In her piece for Podium, Malala Yousafzai shared how just two weeks ago she underwent another surgery ‘to repair the Taliban’s damage’ on her body. At the time Taliban were slowly expanding military conquests across Afghanistan.

“On August 9 in Boston, I woke up at 5am to go to the hospital for my latest surgery and saw the news that the Taliban had taken Kunduz, the first major city to fall in Afghanistan. Over the next few days, with ice packs and a bandage wrapped around my head, I watched as province after province fell to men with guns, loaded with bullets like the one that shot me.”

Casualties of War

Back in 2012, a Taliban gunman targeted her for encouraging women’s education.
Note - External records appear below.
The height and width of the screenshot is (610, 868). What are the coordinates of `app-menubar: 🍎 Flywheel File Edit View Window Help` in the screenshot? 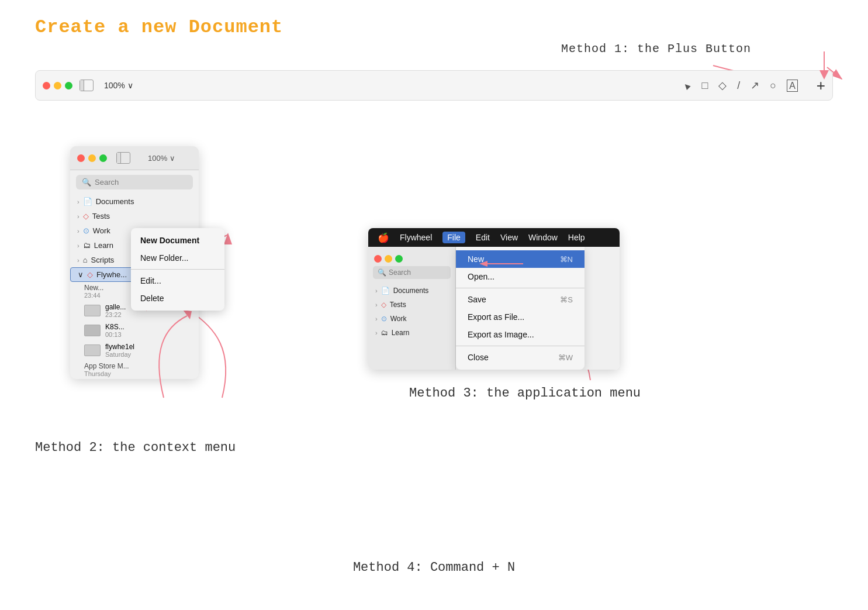 It's located at (494, 237).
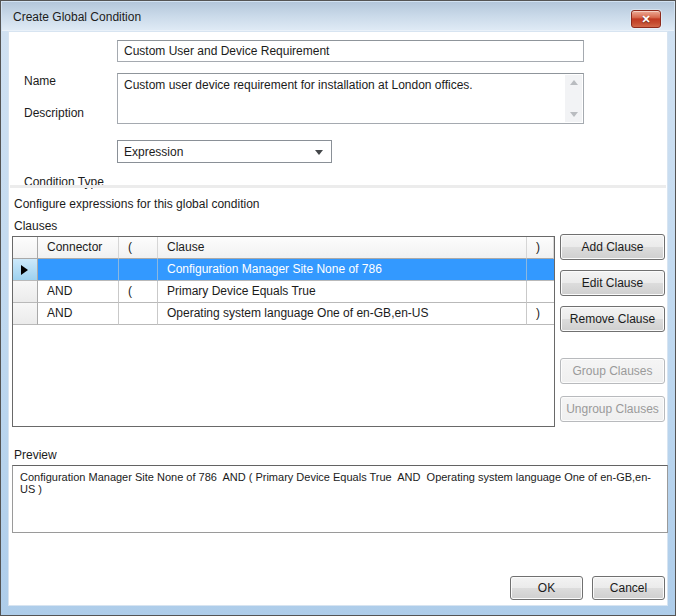  What do you see at coordinates (574, 98) in the screenshot?
I see `description-scrollbar` at bounding box center [574, 98].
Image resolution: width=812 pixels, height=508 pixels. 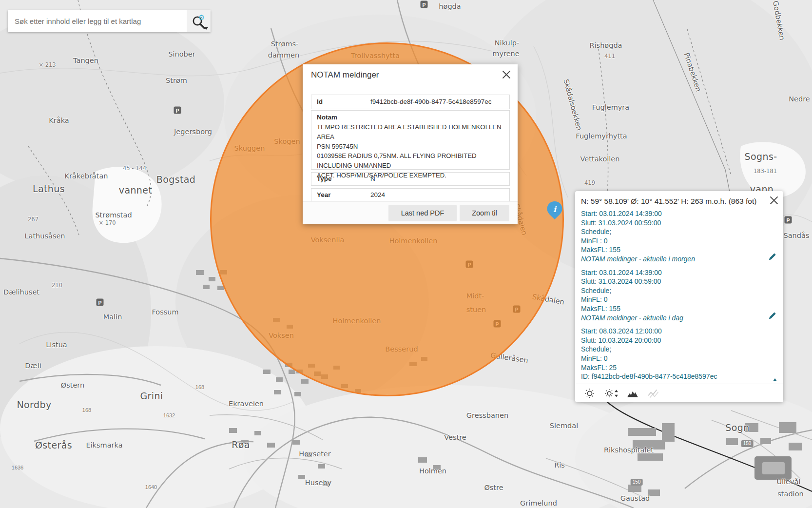 What do you see at coordinates (201, 18) in the screenshot?
I see `gear-icon: ⚙` at bounding box center [201, 18].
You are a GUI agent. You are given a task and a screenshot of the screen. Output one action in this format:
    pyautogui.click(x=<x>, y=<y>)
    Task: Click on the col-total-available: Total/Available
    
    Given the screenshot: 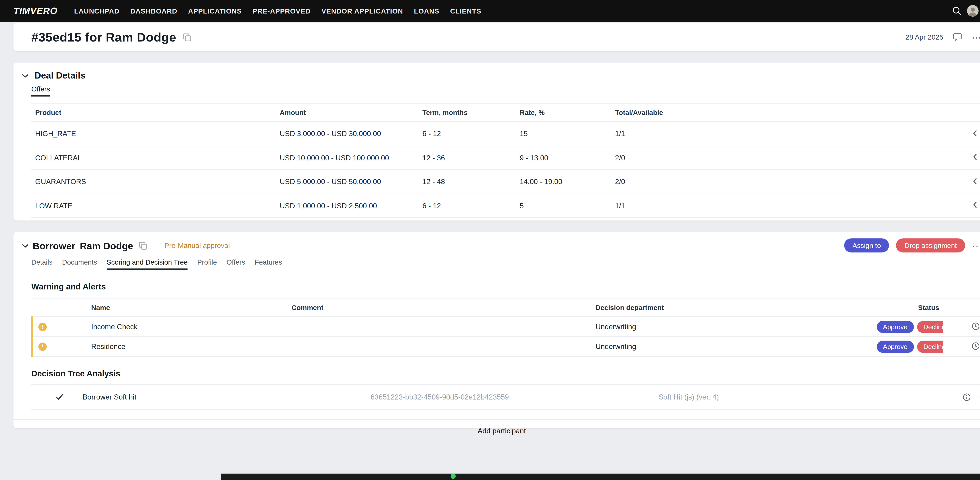 What is the action you would take?
    pyautogui.click(x=786, y=112)
    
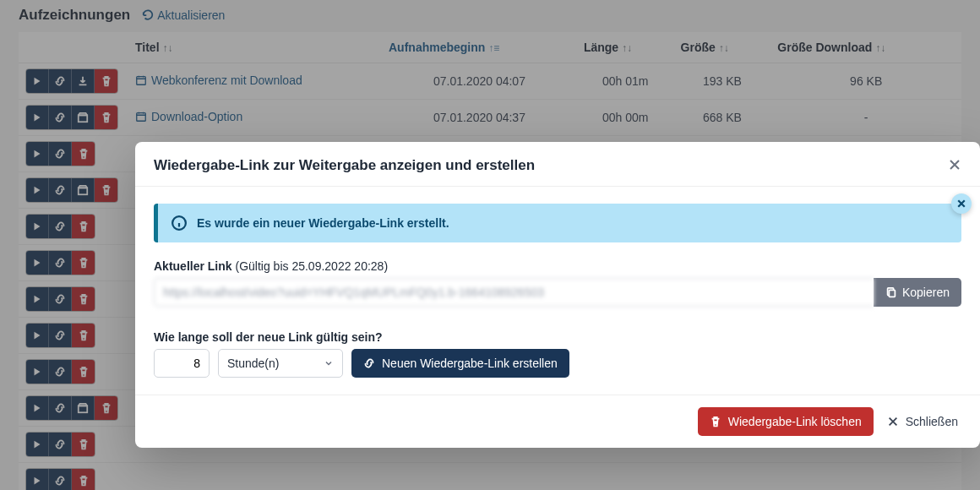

While the Nobel Laureate was fortunate enough to have survived, it makes her even more acutely aware that many under Taliban rule are not as lucky.

“The people of Afghanistan have taken millions of bullets over the last four decades. My heart breaks for those whose names we will forget or never even know, whose cries for help will go unanswered.”

Malala Yousafzai is concerned about the future of women, and their rights under Taliban rule.

“As soon as I could sit up again, I was making phone calls, writing letters to heads of state around the world, and speaking with women’s rights activists still in Afghanistan. In the last two weeks, we’ve been able to help several of them and their families get to a safe place. But I know we can’t save everyone.”

The women’s education activist shared, if she was not already famed when the Taliban shot her, she would not have been saved. Now as people scramble to escape Taliban rule in Afghanistan yet again, she knows many will end up nameless casualties.

“When the Taliban shot me, journalists in Pakistan and a few international media outlets already knew my name. They knew that I had been speaking against the extremists’ ban on girls’ education for years. They reported on the attack and people around the world responded, … But it could have been different. My story might have ended in a local news item: ’15 year-old shot in the head’.”

Similarly, the United Nations Human Rights Council Chief, Michelle Bachelet voiced grave concerns about the situation in Afghanistan, saying;

“A fundamental red line will be the Taliban’s treatment of women and girls.”